"Dolly Parton, 'sure can sing', crowd enjoys it.
"Ah, but she sure can sing." Those words from the song "She," written years ago by country rooker Grain Parsons, nicely sum up Dolly Parton's Des Moines concert Tuesday night. There were some faults and flaws; some lackluster tunes mixed in with the beauties, and, as always at Veterans Memorial Auditorium, the sound was not the best. Yet there was little question that the lady "sure can sing." Her hour-long, 23-song set mixed up classic Parton pieces such as "Jolene," "Tennessee Mountain
Home" and the spirited "Apple Jack" with newer, more pop flavored songs — "Two Doors Down," "Here You Come Again" and "It's All I Can Do."
The latter were more warmly received by the crowd of some 3,400 who paid from $5 to $7 each to see Parton and opening act Narvel Fefts.
But nowhere in her hour on stage did Parton shine as she did early in the set when she sang "To Daddy." Parton wrote the tune, and Emmylou Harris first brought it to commercial attention on a recent album. Better than Harris
The lyrics tell of a martyr-like mother who never had womanly desires — "or if she did, she never did say so to daddy." Once the kids are raised, momma takes off for good trying to make up for lost time.
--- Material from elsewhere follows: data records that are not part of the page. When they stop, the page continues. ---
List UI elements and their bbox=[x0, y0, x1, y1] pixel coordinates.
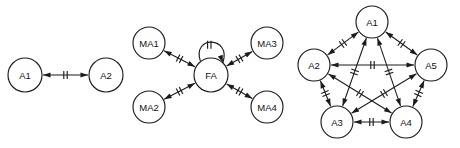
node-p3-a5[interactable]: A5 bbox=[415, 49, 447, 81]
node-p3-a1[interactable]: A1 bbox=[356, 6, 388, 38]
arrow-head-backward bbox=[331, 62, 339, 67]
node-label: MA3 bbox=[257, 38, 277, 49]
edge-tick-mark bbox=[239, 89, 243, 96]
path-diagram-figure: A1A2MA1MA2FAMA3MA4A1A2A5A3A4 bbox=[0, 0, 460, 148]
edge-tick-mark bbox=[383, 89, 387, 96]
edge-tick-mark bbox=[359, 91, 363, 98]
arrow-head-forward bbox=[244, 51, 252, 57]
node-label: A1 bbox=[366, 17, 378, 28]
node-label: MA1 bbox=[139, 38, 159, 49]
node-label: A1 bbox=[19, 70, 31, 81]
node-label: A2 bbox=[100, 70, 112, 81]
arrow-head-forward bbox=[352, 107, 360, 113]
edge-p3-e2 bbox=[386, 32, 418, 55]
edge-p3-e10 bbox=[354, 118, 389, 126]
edge-tick-mark bbox=[339, 41, 344, 47]
figure-canvas: A1A2MA1MA2FAMA3MA4A1A2A5A3A4 bbox=[0, 0, 460, 148]
edge-p2-e3 bbox=[227, 51, 253, 66]
node-p1-a2[interactable]: A2 bbox=[89, 58, 123, 92]
edge-tick-mark bbox=[236, 87, 240, 94]
arrow-head-forward bbox=[384, 107, 392, 113]
edge-tick-mark bbox=[401, 41, 406, 47]
arrow-head-backward bbox=[419, 81, 424, 89]
arrow-head-backward bbox=[227, 60, 235, 66]
edge-tick-mark bbox=[342, 39, 347, 45]
arrow-head-backward bbox=[354, 119, 362, 124]
arrow-head-forward bbox=[244, 93, 252, 99]
arrow-head-forward bbox=[413, 99, 418, 107]
arrow-head-forward bbox=[81, 72, 89, 77]
node-p3-a3[interactable]: A3 bbox=[321, 106, 353, 138]
edge-tick-mark bbox=[236, 56, 240, 63]
arrow-head-forward bbox=[407, 62, 415, 67]
edge-p2-e2 bbox=[164, 83, 195, 99]
node-label: A5 bbox=[425, 60, 437, 71]
arrow-head-backward bbox=[377, 38, 382, 46]
node-p1-a1[interactable]: A1 bbox=[8, 58, 42, 92]
edge-p2-e4 bbox=[227, 84, 253, 99]
node-label: A4 bbox=[400, 117, 412, 128]
node-p2-fa[interactable]: FA bbox=[194, 58, 228, 92]
arrow-head-backward bbox=[409, 74, 417, 80]
edge-tick-mark bbox=[176, 54, 180, 61]
edge-tick-mark bbox=[356, 89, 360, 96]
edge-tick-mark bbox=[380, 91, 384, 98]
node-label: MA2 bbox=[139, 102, 159, 113]
arrow-head-forward bbox=[396, 98, 401, 106]
edge-p2-e1 bbox=[164, 51, 195, 67]
arrow-head-backward bbox=[351, 32, 359, 39]
arrow-head-backward bbox=[187, 83, 195, 89]
edge-p1-e1 bbox=[43, 71, 88, 79]
node-label: FA bbox=[205, 70, 217, 81]
arrow-head-forward bbox=[382, 119, 390, 124]
node-p2-ma4[interactable]: MA4 bbox=[251, 91, 283, 123]
arrow-head-forward bbox=[410, 48, 418, 55]
edge-tick-mark bbox=[179, 87, 183, 94]
node-label: A3 bbox=[331, 117, 343, 128]
node-p2-ma1[interactable]: MA1 bbox=[133, 27, 165, 59]
arrow-head-backward bbox=[187, 61, 195, 67]
edge-p3-e1 bbox=[328, 32, 359, 55]
node-p2-ma3[interactable]: MA3 bbox=[251, 27, 283, 59]
edge-tick-mark bbox=[239, 54, 243, 61]
arrow-head-backward bbox=[361, 38, 366, 46]
node-p3-a2[interactable]: A2 bbox=[298, 49, 330, 81]
edge-p3-e6 bbox=[320, 81, 330, 106]
arrow-head-forward bbox=[164, 93, 172, 99]
node-p2-ma2[interactable]: MA2 bbox=[133, 91, 165, 123]
node-label: A2 bbox=[308, 60, 320, 71]
edge-p3-e5 bbox=[331, 61, 414, 69]
arrow-head-backward bbox=[328, 74, 336, 80]
edge-p3-e9 bbox=[413, 81, 424, 107]
arrow-head-backward bbox=[227, 84, 235, 90]
edge-tick-mark bbox=[176, 88, 180, 95]
nodes-layer: A1A2MA1MA2FAMA3MA4A1A2A5A3A4 bbox=[8, 6, 447, 138]
arrow-head-forward bbox=[164, 51, 172, 57]
node-label: MA4 bbox=[257, 102, 277, 113]
arrow-head-backward bbox=[43, 72, 51, 77]
arrow-head-backward bbox=[320, 81, 325, 89]
node-p3-a4[interactable]: A4 bbox=[390, 106, 422, 138]
edge-tick-mark bbox=[398, 39, 403, 45]
arrow-head-forward bbox=[325, 98, 330, 106]
edge-tick-mark bbox=[179, 56, 183, 63]
arrow-head-forward bbox=[343, 98, 348, 106]
arrow-head-forward bbox=[328, 48, 336, 55]
arrow-head-backward bbox=[386, 32, 394, 39]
Parton's version was sung with such heart-rending sincerity Tuesday that Harris' effort pales in comparison. (This is said only after painful deliberation, and comes from a rabid Harris fan.)
"Coat of Many Colors," about Parton's poverty-steeped childhood, was likewise delivered with moving candor. But there was a bubble of incongruity in hearing Parton, rapidly becoming a pop glitter princess, deliver a treatise on being poor and wearing rags sewn together by a loving mother.
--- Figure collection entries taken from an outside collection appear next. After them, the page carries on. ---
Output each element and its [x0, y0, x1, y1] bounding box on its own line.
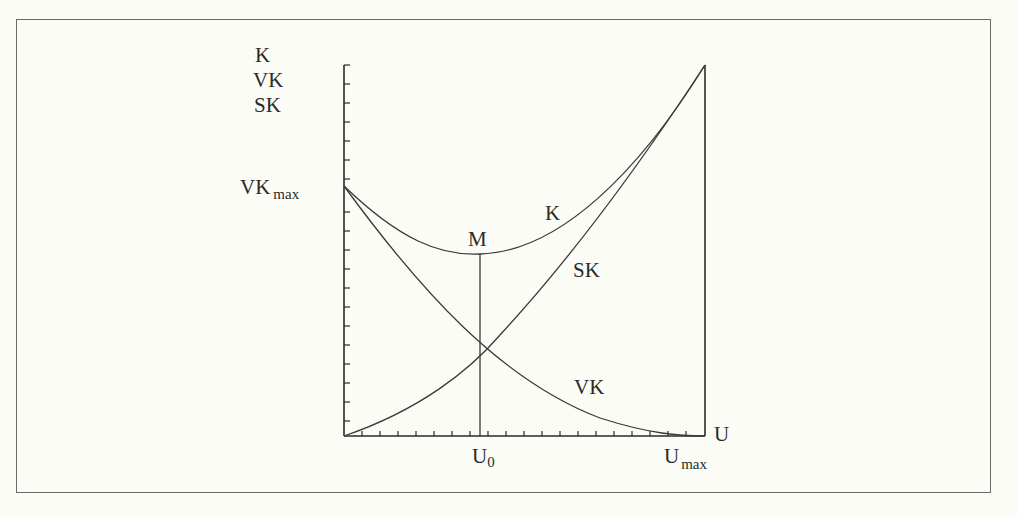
- u0-label: U0: [472, 444, 495, 470]
- umax-sub: max: [681, 456, 707, 472]
- point-m-label: M: [468, 227, 487, 251]
- y-axis-ticks: [344, 65, 350, 421]
- vkmax-main: VK: [240, 175, 270, 199]
- y-axis-label-sk: SK: [254, 93, 281, 117]
- umax-label: Umax: [664, 444, 707, 472]
- k-curve-label: K: [545, 201, 560, 225]
- cost-diagram: K VK SK VKmax M K SK VK U0 Umax U: [0, 0, 1017, 517]
- u0-sub: 0: [487, 454, 495, 470]
- x-axis-label-u: U: [714, 422, 729, 446]
- umax-main: U: [664, 444, 679, 468]
- y-axis-label-vk: VK: [253, 68, 283, 92]
- k-curve: [344, 65, 705, 254]
- vkmax-sub: max: [273, 186, 299, 202]
- vk-curve: [344, 186, 705, 436]
- y-axis-label-k: K: [255, 43, 270, 67]
- u0-main: U: [472, 444, 487, 468]
- vk-curve-label: VK: [574, 375, 604, 399]
- vkmax-label: VKmax: [240, 175, 300, 202]
- sk-curve: [344, 65, 705, 436]
- sk-curve-label: SK: [573, 258, 600, 282]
Still, the song was a knockout. This, in part, because it was bolstered by fine, emphatic "oohs" and "aahs," appropriately sprinkled by backing vocalists Anita Ball and Richard Dennison. Admittedly, an "ooh" or "aah" would seem inconsequential. But layered, as they were, over the transitional voids in the song, the backing vocals came 'close to making the tune.
As expected, the show was enough of a mixture to please more traditional country music fans and newer converts who have discovered Parton amidst her crossover from pure country into the pop arena. The singer commented in an interview: "In this crossing over, I won those people I wanted to in the pop market, and I didn't lose my country fans."